Meads who appeared in court. He says the Mr. Meads (all capitals) is the one who should pay
child and spousal support.

[76] So where is that Mr. Meads (all capitals)? At one point in the June 8 hearing Mr. Meads
said that Mr. Meads (all capitals) was a “corporate entity” attached to his birth certificate. Later,
he told me that the other Mr. Meads was a “person” - and that I had created him! Again, total
nonsense.


[77] The bluntly idiotic substance of Mr. Mead’s argument explains the unnecessarily
complicated manner in which it was presented. OPCA arguments are never sold to their
customers as simple ideas, but instead are byzantine schemes which more closely resemble the
plot of a dark fantasy novel than anything else.
 
Oh lovely, many thanks Jlord. I'm glad to see the use of the word 'magic', a term I've been using to describe their attempts to change reality for some time.

Excellent thread. JB could you be so kind as to make sure 'our' Menard gets a link to it?

I'd appreciate that more than you could imagine
 
The legal research that went into this decision is absolutely top notch.

:bigclap
 
And finally, the court speaks directly to the gurus themselves.

[669] In his poem Inferno at Cantos 26-30, Dante placed the “evil counsellors” - those who used their position to advise others to engage in fraud, and “the falsifiers” - alchemists, counterfeiters, perjurers, and imposters, into the inner canyons of the eighth circle of hell. As sinners, the evil counsellors and falisifiers were matched by those who induce religious schisms, and surpassed only in fault by oath-breakers.

[670] Persons who purposefully promote and teach proven ineffective techniques that purport to defeat valid state and court authority, and circumvent social obligations, appear to fall into those two categories. That they do so, and for profit at the expense of naive and vulnerable customers, is worse.

[671] William S. Burroughs in Naked Lunch (New York: Grove Press, 1962, p. 11) wrote: “Hustlers of the world, there is one Mark you cannot beat: The Mark Inside.” I believe that is true for you. At some basic level, you understand that you are selling lies, or at the very most generous, wildly dubious concepts.

[672] It does not matter whether you frame your ‘business’ as a joke, religion, for educational purposes only, or as not being legal advice; your ‘business’ harms your naive or malicious customers, their families, and the innocent persons whom your customers abuse as they attempt to exercise what you have told them are their rights.

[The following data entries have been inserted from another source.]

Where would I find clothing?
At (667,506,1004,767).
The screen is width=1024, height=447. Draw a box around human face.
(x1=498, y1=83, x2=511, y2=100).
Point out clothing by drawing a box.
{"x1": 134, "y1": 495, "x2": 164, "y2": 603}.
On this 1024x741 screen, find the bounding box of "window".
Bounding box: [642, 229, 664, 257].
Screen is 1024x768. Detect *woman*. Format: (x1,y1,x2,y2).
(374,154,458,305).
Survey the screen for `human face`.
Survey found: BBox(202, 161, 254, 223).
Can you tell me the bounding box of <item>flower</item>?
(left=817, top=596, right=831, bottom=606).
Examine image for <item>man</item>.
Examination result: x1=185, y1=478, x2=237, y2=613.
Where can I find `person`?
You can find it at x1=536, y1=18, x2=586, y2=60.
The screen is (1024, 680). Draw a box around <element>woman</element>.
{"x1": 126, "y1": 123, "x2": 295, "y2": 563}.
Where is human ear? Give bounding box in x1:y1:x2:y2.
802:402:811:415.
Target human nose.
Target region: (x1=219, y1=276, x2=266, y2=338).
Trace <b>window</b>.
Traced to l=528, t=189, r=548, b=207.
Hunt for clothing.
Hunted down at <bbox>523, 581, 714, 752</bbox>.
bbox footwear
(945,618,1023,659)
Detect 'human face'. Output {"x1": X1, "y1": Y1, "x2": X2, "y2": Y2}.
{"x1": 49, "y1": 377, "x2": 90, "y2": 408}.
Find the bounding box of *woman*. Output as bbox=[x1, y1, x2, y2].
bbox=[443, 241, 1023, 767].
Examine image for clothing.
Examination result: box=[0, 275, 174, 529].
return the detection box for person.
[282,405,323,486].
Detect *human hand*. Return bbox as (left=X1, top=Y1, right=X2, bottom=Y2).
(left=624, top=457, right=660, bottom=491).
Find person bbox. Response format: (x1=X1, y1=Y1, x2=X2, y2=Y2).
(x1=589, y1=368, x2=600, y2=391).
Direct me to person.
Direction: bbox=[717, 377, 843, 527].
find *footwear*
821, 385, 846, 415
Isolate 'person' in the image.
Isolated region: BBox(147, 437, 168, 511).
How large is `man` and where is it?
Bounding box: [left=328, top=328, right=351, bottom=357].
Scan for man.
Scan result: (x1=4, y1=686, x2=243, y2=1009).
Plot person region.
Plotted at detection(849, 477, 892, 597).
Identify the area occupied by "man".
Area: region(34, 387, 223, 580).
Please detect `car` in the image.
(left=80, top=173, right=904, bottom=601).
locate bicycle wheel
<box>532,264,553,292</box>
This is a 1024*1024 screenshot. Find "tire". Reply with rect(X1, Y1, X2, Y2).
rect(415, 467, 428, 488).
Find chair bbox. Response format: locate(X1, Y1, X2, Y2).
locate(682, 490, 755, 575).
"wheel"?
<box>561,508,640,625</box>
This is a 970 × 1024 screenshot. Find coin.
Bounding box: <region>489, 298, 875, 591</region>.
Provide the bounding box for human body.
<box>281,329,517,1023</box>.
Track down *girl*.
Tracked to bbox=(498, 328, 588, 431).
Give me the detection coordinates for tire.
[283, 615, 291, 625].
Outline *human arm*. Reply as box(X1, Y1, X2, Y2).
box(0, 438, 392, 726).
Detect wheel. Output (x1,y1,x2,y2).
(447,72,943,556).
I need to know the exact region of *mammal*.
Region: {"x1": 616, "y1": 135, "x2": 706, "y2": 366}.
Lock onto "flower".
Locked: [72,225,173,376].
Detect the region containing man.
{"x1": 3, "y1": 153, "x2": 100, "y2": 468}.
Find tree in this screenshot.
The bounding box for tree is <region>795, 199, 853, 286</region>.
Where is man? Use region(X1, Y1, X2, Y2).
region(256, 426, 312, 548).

[673] You cannot identify one instance where a court has rolled over and behaved as told. Not one. Your spells, when cast, fail.

[674] If you believe what you teach is true, then do not encourage others to be the ones to execute those concepts in the courts. Present your ideas and concepts yourselves. You will get a fair hearing, and as detailed a response as your ideas warrant. The caselaw cited in these Reasons make that very clear. Canadian courts will hear you and will consider whether what you claim is or is not correct.

[675] In that sense, I acknowledge a grudging respect for David Kevin Lindsay, in that he has personally tested many of his ideas in court. That does not excuse his inciting others to engage in vexatious, illegal conduct, or his profiting from the same. Nevertheless, he has “walked the walk”. If you truly believe your ideas are valid, look at how Lindsay has been treated by Canadian courts and the careful analyses of his ideas. Yes, he has failed, but where he has approached Canada’s legal system with clarity and respect, he has received the same.


One of the most awesome bits (of many).
 
Actually, I'm waiting for the FOTLers to claim that...
Editorial Notice: On behalf of the Government of
Alberta personal data identifiers have been removed
from this unofficial electronic version of the judgment.


...is evidence of a gubmint conspiracy.
 
God, we could use this Judge in the US legal system. Epic, just Epic. You don't see a judge drop the legal terminlogy and say what he really thinks very often.